While I joked around in my first response to Costas' question, Greg's response
is much more appropriate. Null entries, although never officially defined
anywhere, already exist in IMAGE for text items. In both IMAGE and Query, an
undefined text field is filled with binary zeros, not blanks, thus it has all
of the qualities of a NULL. A field filled with blanks is not equivalent to a
field filled with binary zeroes. One has a specific value; the other has an
non-defined (or not yet defined) quality to it.

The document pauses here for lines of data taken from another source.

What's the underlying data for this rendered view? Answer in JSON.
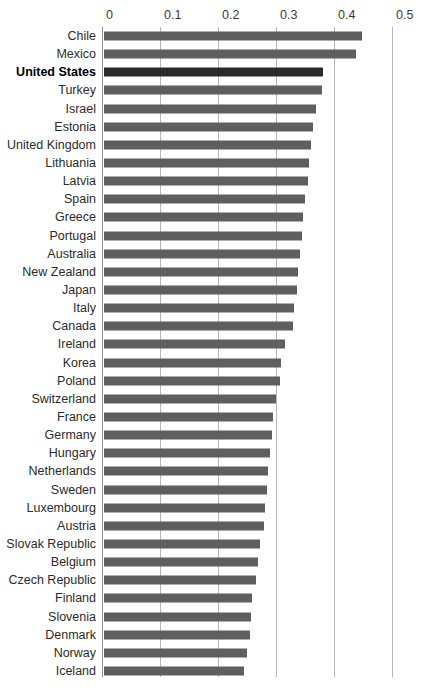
{
  "chart_data": {
    "type": "bar",
    "orientation": "horizontal",
    "title": "",
    "xlabel": "",
    "ylabel": "",
    "xlim": [
      0,
      0.5
    ],
    "xticks": [
      "0",
      "0.1",
      "0.2",
      "0.3",
      "0.4",
      "0.5"
    ],
    "grid": true,
    "legend": null,
    "highlight_category": "United States",
    "bar_color": "#5f5f5f",
    "highlight_bar_color": "#2a2a2a",
    "categories": [
      "Chile",
      "Mexico",
      "United States",
      "Turkey",
      "Israel",
      "Estonia",
      "United Kingdom",
      "Lithuania",
      "Latvia",
      "Spain",
      "Greece",
      "Portugal",
      "Australia",
      "New Zealand",
      "Japan",
      "Italy",
      "Canada",
      "Ireland",
      "Korea",
      "Poland",
      "Switzerland",
      "France",
      "Germany",
      "Hungary",
      "Netherlands",
      "Sweden",
      "Luxembourg",
      "Austria",
      "Slovak Republic",
      "Belgium",
      "Czech Republic",
      "Finland",
      "Slovenia",
      "Denmark",
      "Norway",
      "Iceland"
    ],
    "values": [
      0.444,
      0.434,
      0.378,
      0.375,
      0.365,
      0.361,
      0.357,
      0.354,
      0.352,
      0.347,
      0.343,
      0.341,
      0.338,
      0.335,
      0.332,
      0.328,
      0.326,
      0.312,
      0.305,
      0.303,
      0.296,
      0.292,
      0.289,
      0.287,
      0.283,
      0.281,
      0.278,
      0.276,
      0.269,
      0.265,
      0.262,
      0.256,
      0.253,
      0.251,
      0.246,
      0.241
    ]
  },
  "caption": {
    "text": ""
  }
}
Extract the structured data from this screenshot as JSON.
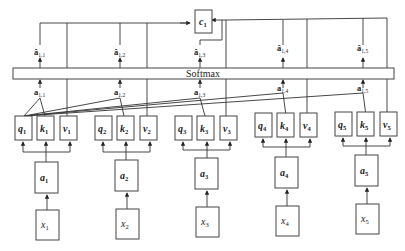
{
  "diagram": {
    "softmax_label": "Softmax",
    "output": {
      "label": "c",
      "sub": "1"
    },
    "columns": [
      {
        "x_label": "x",
        "x_sub": "1",
        "a_label": "a",
        "a_sub": "1",
        "q": "q",
        "k": "k",
        "v": "v",
        "idx": "1",
        "score": "a",
        "score_sub": "1,1",
        "norm": "â",
        "norm_sub": "1,1"
      },
      {
        "x_label": "x",
        "x_sub": "2",
        "a_label": "a",
        "a_sub": "2",
        "q": "q",
        "k": "k",
        "v": "v",
        "idx": "2",
        "score": "a",
        "score_sub": "1,2",
        "norm": "â",
        "norm_sub": "1,2"
      },
      {
        "x_label": "x",
        "x_sub": "3",
        "a_label": "a",
        "a_sub": "3",
        "q": "q",
        "k": "k",
        "v": "v",
        "idx": "3",
        "score": "a",
        "score_sub": "1,3",
        "norm": "â",
        "norm_sub": "1,3"
      },
      {
        "x_label": "x",
        "x_sub": "4",
        "a_label": "a",
        "a_sub": "4",
        "q": "q",
        "k": "k",
        "v": "v",
        "idx": "4",
        "score": "a",
        "score_sub": "1,4",
        "norm": "â",
        "norm_sub": "1,4"
      },
      {
        "x_label": "x",
        "x_sub": "5",
        "a_label": "a",
        "a_sub": "5",
        "q": "q",
        "k": "k",
        "v": "v",
        "idx": "5",
        "score": "a",
        "score_sub": "1,5",
        "norm": "â",
        "norm_sub": "1,5"
      }
    ]
  }
}
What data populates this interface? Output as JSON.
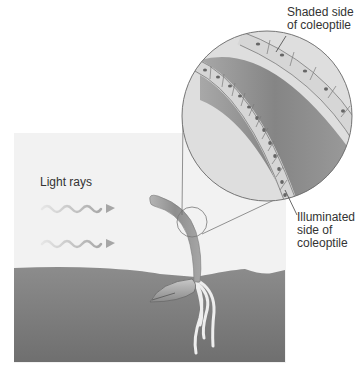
{
  "figure": {
    "labels": {
      "light_rays": "Light rays",
      "shaded": {
        "line1": "Shaded side",
        "line2": "of coleoptile"
      },
      "illuminated": {
        "line1": "Illuminated",
        "line2": "side of",
        "line3": "coleoptile"
      }
    },
    "colors": {
      "background_panel": "#f2f2f2",
      "soil_top": "#8c8c8c",
      "soil_bottom": "#6f6f6f",
      "stem": "#9a9a9a",
      "magnified_outer": "#dcdcdc",
      "magnified_band": "#8e8e8e",
      "cell_fill": "#e4e4e4",
      "nucleus": "#666666",
      "light_ray": "#bdbdbd",
      "root": "#eeeeee",
      "label_text": "#333333"
    }
  }
}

Similarly, the idea of negative zeroes representing nulls is an old one.
Languages such as BASIC use a negative zero (or more accurately, the largest
negative number the range will support) as a NULL. For example, the bit
pattern for such a NULL would be: 10000000, if the word size was 8 bits (and
would thus be equivalent to a -128). Doing this clearly eliminates one data
value from the total range of all expressable values, but that would be true
in any case for any representation of nulls.

While IEEE reals have various forms of null values already defined as part of
their specifications, the other IMAGE datatype forms don't. But there are
ready suggestions. A null should be a bit pattern that is otherwise "illegal",
thus a field filled with binary zeroes makes a perfect (and perfectly obvious)
NULL definition for X, U, P, and Z datatypes.

Similarly, a negative zero (max negative number) makes a good NULL for I, J,
K, and R datatypes (with a max negative being especially good for J datatypes
because it too is an illegal bit pattern).